**** RECORDS FOR THE TASK ****
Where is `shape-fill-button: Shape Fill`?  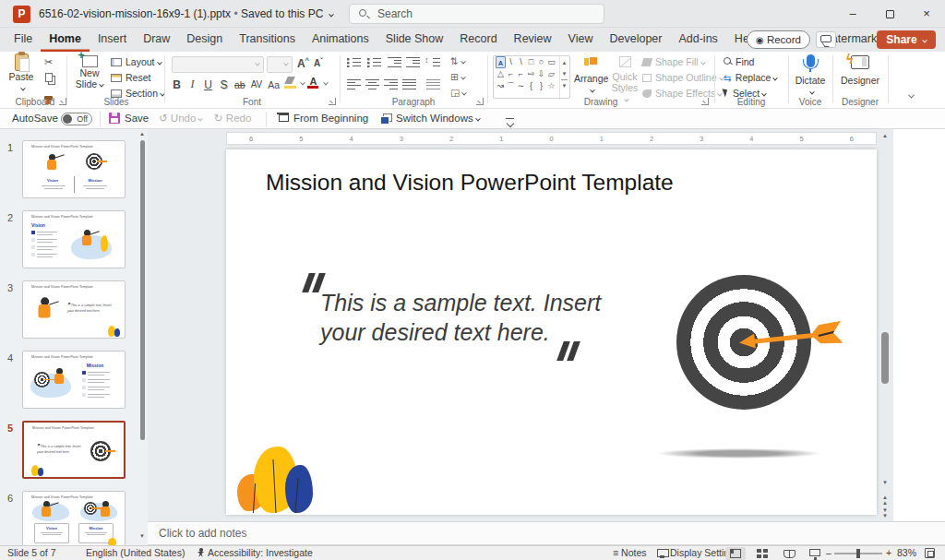
shape-fill-button: Shape Fill is located at coordinates (674, 62).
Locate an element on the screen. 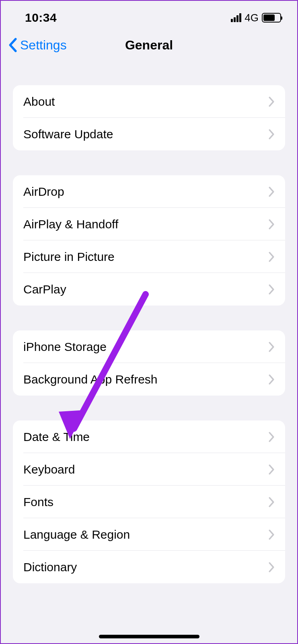  row-dictionary: Dictionary is located at coordinates (149, 567).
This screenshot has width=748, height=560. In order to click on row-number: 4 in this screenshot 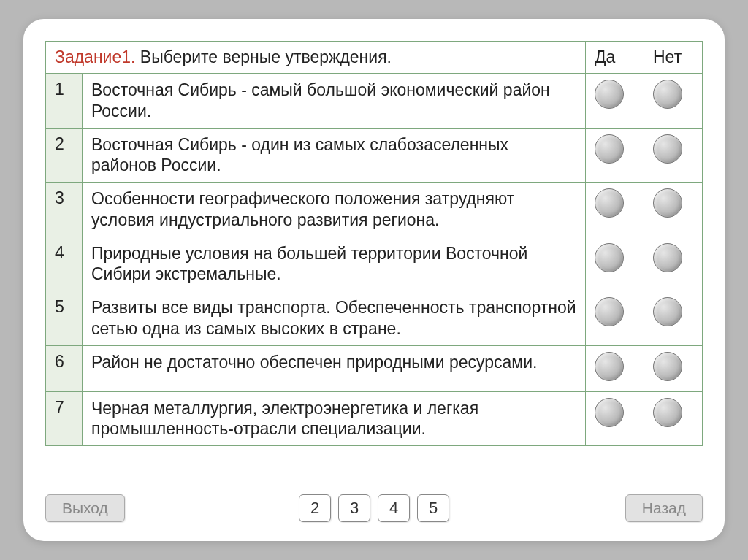, I will do `click(64, 264)`.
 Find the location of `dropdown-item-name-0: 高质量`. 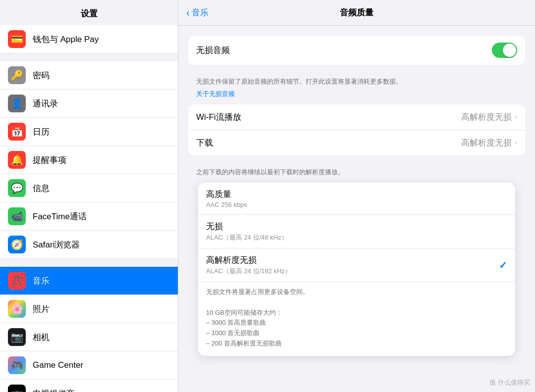

dropdown-item-name-0: 高质量 is located at coordinates (227, 194).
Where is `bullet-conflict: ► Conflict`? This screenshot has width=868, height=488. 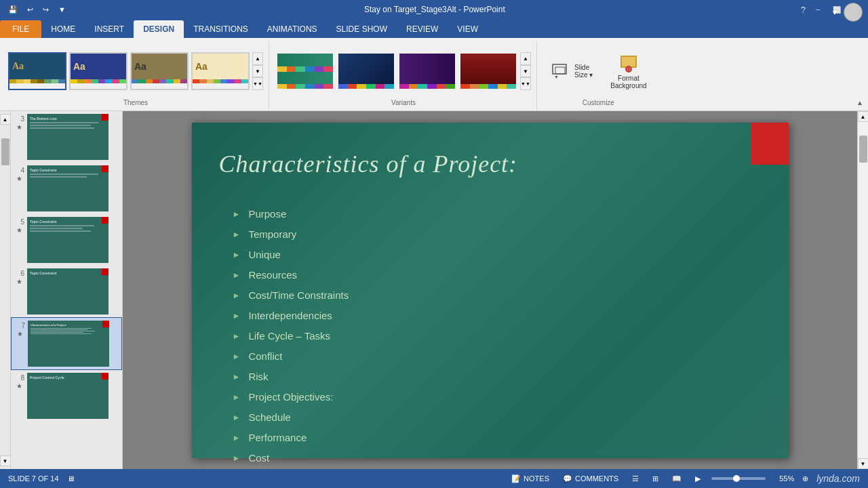
bullet-conflict: ► Conflict is located at coordinates (291, 357).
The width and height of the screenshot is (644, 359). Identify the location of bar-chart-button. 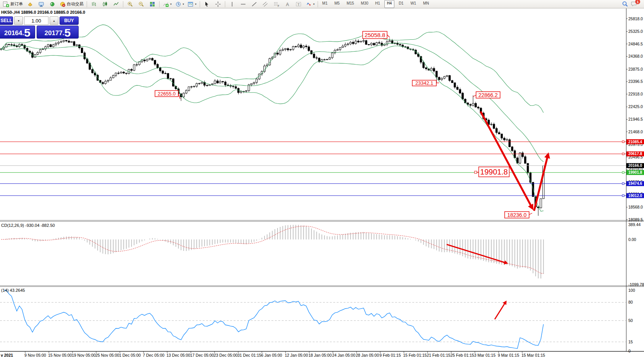
(94, 4).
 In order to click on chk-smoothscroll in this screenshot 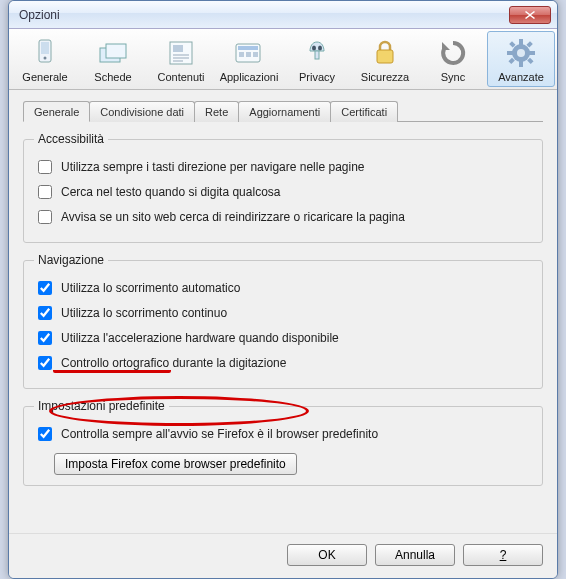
****
=== PROBLEM TO WORK ON ===
Only the lines from the one containing "Find the location" through the final line of the records should be transcribed, exactly and with no pictures.

=== SOLVED PROBLEM ===
 Find the location of `dropdown-item-name-0: 高质量`. 

dropdown-item-name-0: 高质量 is located at coordinates (227, 194).
Where is `bullet-conflict: ► Conflict`? This screenshot has width=868, height=488. 
bullet-conflict: ► Conflict is located at coordinates (291, 357).
The width and height of the screenshot is (644, 359). Identify the location of bar-chart-button. 
(94, 4).
 In order to click on chk-smoothscroll in this screenshot 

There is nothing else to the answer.